David Blackburn

A miracle! And a good idea

I’m not sure if the sun will ever rise in the east again: Michael Howard has supported a Ken Clarke prison policy. The Justice Secretary has launched a pilot scheme at HMP Peterborough that uses private bond investment to fund inmate remedial programmes to cut re-offending. The Social Impacts Bond will provide £5million to produce £8million over the course of six years, assuming the scheme is a success.

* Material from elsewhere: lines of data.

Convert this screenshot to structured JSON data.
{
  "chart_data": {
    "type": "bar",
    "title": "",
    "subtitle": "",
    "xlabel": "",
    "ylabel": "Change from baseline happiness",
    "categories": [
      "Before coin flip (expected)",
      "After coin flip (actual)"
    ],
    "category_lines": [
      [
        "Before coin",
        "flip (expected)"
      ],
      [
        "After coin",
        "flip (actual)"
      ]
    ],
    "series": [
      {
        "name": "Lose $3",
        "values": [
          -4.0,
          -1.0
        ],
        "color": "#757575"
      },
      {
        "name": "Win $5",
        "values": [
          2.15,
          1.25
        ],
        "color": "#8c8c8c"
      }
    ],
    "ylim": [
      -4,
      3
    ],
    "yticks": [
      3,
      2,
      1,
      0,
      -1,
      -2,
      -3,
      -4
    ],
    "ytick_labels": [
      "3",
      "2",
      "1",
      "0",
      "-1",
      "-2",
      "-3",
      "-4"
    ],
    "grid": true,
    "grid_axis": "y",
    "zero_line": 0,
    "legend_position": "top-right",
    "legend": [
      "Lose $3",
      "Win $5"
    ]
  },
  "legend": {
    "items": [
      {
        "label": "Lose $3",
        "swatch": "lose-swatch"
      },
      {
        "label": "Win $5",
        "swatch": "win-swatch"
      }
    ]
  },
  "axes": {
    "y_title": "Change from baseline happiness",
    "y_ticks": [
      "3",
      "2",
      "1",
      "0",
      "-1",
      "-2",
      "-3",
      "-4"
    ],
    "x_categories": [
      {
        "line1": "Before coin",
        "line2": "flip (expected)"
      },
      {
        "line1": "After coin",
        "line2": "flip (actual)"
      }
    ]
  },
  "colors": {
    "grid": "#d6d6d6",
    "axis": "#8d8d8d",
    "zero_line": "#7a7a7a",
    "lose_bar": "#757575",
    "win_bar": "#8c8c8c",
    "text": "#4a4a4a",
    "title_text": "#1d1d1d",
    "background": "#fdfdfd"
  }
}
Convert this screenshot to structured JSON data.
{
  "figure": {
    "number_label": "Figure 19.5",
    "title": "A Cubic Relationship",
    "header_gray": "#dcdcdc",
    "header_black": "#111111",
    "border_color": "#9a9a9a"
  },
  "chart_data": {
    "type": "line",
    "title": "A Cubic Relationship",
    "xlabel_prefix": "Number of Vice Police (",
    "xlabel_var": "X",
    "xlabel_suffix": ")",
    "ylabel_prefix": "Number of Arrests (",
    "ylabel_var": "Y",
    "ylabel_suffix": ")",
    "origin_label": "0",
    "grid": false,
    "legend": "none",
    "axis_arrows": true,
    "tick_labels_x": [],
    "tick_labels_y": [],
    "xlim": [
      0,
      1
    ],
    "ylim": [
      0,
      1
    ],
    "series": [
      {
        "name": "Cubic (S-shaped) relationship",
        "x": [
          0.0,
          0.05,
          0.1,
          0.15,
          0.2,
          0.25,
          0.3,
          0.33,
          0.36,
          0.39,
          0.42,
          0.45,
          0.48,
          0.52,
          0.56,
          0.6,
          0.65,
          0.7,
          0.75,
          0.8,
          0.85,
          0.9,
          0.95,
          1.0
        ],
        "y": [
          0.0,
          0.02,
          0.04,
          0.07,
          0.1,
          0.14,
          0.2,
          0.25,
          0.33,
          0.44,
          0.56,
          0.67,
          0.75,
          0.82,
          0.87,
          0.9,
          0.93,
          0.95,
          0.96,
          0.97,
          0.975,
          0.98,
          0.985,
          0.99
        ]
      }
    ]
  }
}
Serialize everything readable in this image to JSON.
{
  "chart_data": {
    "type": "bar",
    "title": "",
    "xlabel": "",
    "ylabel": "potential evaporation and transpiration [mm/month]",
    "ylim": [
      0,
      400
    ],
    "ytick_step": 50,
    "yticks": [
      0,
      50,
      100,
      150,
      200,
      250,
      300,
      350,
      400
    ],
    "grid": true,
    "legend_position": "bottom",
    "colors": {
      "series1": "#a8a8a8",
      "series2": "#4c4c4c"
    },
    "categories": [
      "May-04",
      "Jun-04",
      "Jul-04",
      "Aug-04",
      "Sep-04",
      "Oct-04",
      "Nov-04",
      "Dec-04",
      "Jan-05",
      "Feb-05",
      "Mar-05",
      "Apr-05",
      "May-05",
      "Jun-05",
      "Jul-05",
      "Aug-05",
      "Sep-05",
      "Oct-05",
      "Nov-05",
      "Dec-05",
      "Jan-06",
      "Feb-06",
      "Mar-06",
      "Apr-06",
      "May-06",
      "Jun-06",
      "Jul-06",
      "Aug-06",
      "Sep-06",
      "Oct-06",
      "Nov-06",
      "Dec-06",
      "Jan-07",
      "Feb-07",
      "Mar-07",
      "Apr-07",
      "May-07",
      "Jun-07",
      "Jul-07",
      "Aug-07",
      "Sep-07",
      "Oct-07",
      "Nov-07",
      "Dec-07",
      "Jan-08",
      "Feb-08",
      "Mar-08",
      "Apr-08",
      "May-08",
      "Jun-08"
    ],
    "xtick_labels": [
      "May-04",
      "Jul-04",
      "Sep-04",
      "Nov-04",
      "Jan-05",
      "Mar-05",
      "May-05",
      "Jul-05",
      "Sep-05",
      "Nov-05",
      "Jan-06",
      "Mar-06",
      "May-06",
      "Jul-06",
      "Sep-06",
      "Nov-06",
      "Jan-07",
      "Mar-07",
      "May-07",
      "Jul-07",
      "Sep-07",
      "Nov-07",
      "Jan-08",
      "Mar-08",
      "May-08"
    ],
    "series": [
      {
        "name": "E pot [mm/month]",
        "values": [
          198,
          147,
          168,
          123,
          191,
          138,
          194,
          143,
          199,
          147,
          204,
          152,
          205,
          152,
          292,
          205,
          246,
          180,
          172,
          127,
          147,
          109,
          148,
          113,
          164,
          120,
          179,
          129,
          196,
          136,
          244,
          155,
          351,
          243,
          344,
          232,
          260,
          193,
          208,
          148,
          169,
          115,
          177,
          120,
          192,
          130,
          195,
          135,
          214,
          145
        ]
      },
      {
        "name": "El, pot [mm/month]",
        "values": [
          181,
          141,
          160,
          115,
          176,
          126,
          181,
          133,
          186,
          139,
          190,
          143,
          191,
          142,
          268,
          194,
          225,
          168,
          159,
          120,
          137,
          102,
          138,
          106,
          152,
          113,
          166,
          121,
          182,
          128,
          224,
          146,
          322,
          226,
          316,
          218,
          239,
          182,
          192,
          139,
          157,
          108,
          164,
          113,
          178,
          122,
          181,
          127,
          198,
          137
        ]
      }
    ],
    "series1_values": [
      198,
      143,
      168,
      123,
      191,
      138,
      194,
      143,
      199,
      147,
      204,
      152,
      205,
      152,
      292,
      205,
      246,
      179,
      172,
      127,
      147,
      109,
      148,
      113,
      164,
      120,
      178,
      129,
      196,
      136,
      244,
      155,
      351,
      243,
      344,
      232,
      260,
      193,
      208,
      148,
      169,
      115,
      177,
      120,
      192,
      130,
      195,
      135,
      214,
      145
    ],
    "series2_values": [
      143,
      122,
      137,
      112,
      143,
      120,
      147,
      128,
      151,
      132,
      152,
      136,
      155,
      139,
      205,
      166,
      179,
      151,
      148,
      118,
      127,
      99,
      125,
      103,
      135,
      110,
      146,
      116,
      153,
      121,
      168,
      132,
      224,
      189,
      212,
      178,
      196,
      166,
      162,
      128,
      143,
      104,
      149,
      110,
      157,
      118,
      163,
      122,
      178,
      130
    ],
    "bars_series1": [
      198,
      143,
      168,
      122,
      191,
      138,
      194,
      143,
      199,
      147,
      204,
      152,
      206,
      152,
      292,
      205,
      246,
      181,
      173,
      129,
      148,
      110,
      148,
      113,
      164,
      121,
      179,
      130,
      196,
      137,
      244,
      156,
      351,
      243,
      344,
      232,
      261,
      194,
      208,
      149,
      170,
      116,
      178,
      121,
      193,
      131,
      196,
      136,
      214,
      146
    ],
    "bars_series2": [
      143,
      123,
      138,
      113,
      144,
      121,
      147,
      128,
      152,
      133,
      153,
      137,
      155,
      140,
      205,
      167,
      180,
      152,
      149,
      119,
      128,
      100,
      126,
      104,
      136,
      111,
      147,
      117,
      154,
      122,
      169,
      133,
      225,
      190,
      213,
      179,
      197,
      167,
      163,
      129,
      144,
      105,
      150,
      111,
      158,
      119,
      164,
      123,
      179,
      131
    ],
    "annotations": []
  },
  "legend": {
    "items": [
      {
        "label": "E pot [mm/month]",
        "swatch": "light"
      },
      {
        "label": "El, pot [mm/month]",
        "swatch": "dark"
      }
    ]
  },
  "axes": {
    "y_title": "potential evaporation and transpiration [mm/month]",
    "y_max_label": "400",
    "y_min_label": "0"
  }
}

The situation required boldness. For once tabloid melodrama is accurate: reoffending is the scourge of our times and its incidence has risen steadily over the last decade. According to Dame Anne Owers, the former chief inspector of prisons, one cause is that remedial funding did not keep pace with the 27 percent increase in prison numbers between 1997-2007. What money there is for inmate education, mental health schemes and resettlement work is to be cut. The rate of re-offending will accelerate unless government finds alternative ways to fund essential public services and jam the revolving door of prison.

Clarke is offering the chance to make an ethical investment. In truth, only RBS shares could yield more diminutive returns but that’s not the point – this is an excellent idea that could inspire a quiet revolution in third sector involvement in public services. Perhaps this is what David Cameron means by the Big Society and the Post-Bureaucratic Age?

PS: I’m trying to discover if these investments are tax deductible; donations would surely increase if they were. I’ll keep Coffee Housers posted.

UPDATE: Tax is not deductible at the moment. But there is hope: the Ministry of Justice says that ‘policy is being developed’ and a green paper will be published in the autumn.